Pictures should be omitted; restate word for word the lines from the one holding "Describe the element at coordinates (794, 24)" through the last line of the entries below.

(RECORDS SUPPLIED)
^^^^^^^^^^^^^^^^

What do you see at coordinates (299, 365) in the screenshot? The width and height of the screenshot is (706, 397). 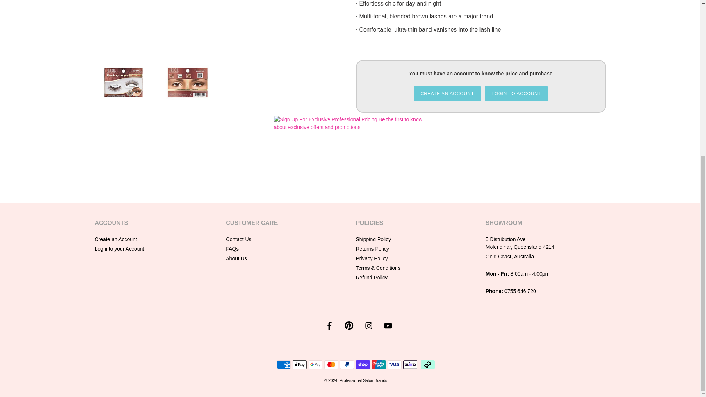 I see `Apple Pay` at bounding box center [299, 365].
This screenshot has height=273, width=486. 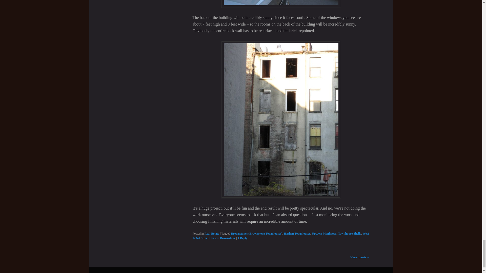 What do you see at coordinates (281, 4) in the screenshot?
I see `Front of 168 West 123rd Street - A Harlem brownstone shell` at bounding box center [281, 4].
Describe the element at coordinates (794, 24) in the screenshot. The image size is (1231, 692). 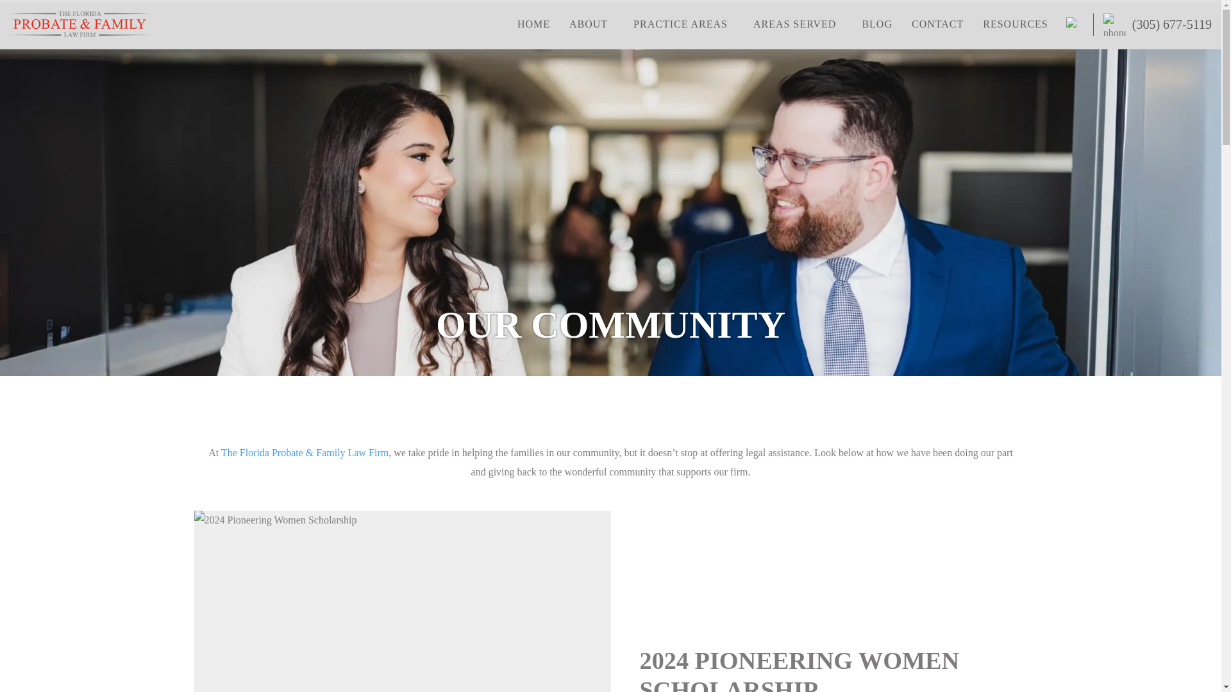
I see `AREAS SERVED` at that location.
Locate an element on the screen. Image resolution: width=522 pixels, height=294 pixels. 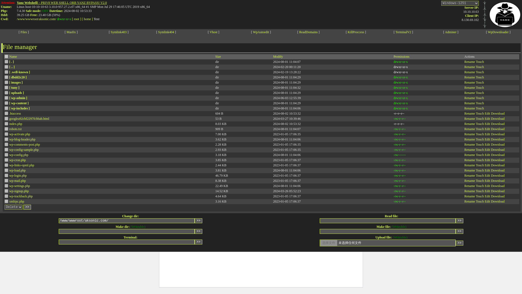
Name is located at coordinates (13, 56).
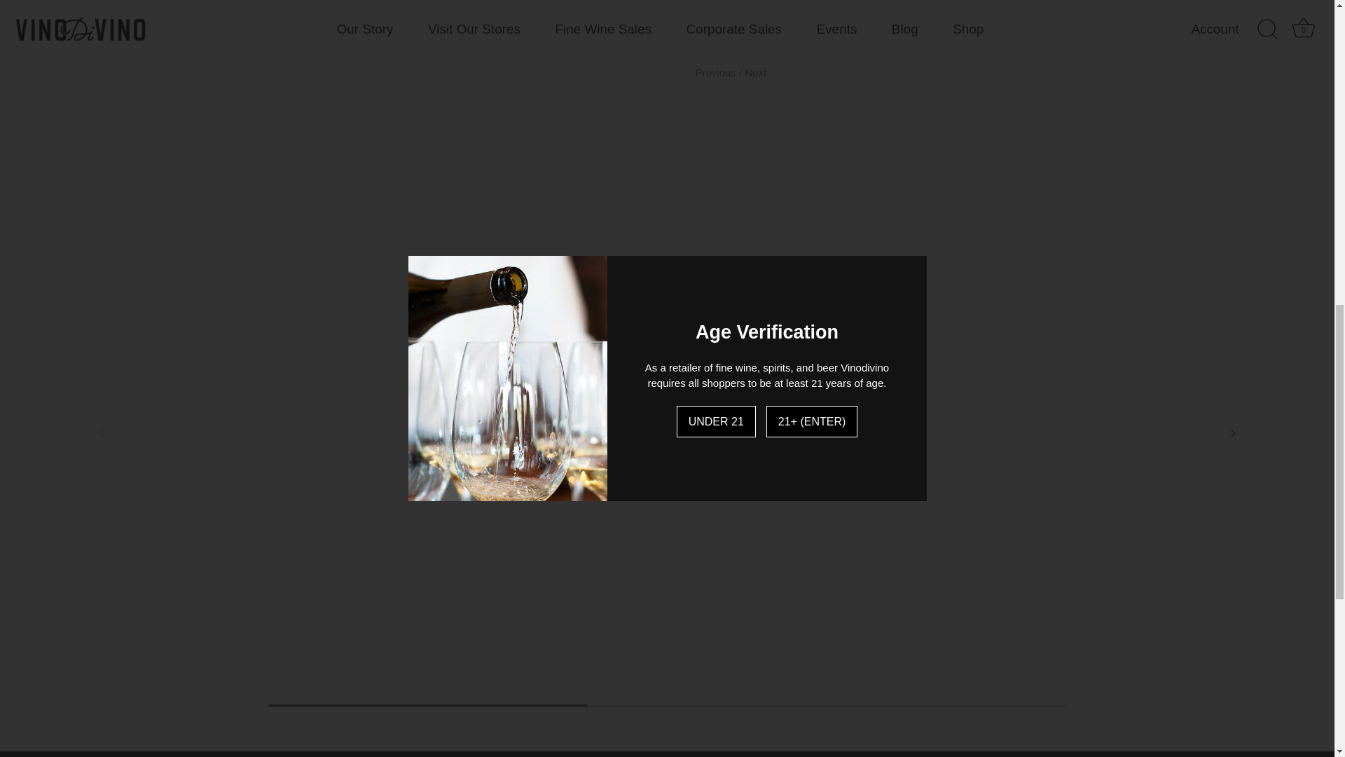  Describe the element at coordinates (777, 24) in the screenshot. I see `Check availability at other stores` at that location.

^^^^^^^^^^^^^^^^

(PROBLEM SOLUTION)
Describe the element at coordinates (794, 24) in the screenshot. The image size is (1231, 692). 
I see `AREAS SERVED` at that location.
Locate an element on the screen. Image resolution: width=522 pixels, height=294 pixels. 
Name is located at coordinates (13, 56).
  Describe the element at coordinates (777, 24) in the screenshot. I see `Check availability at other stores` at that location.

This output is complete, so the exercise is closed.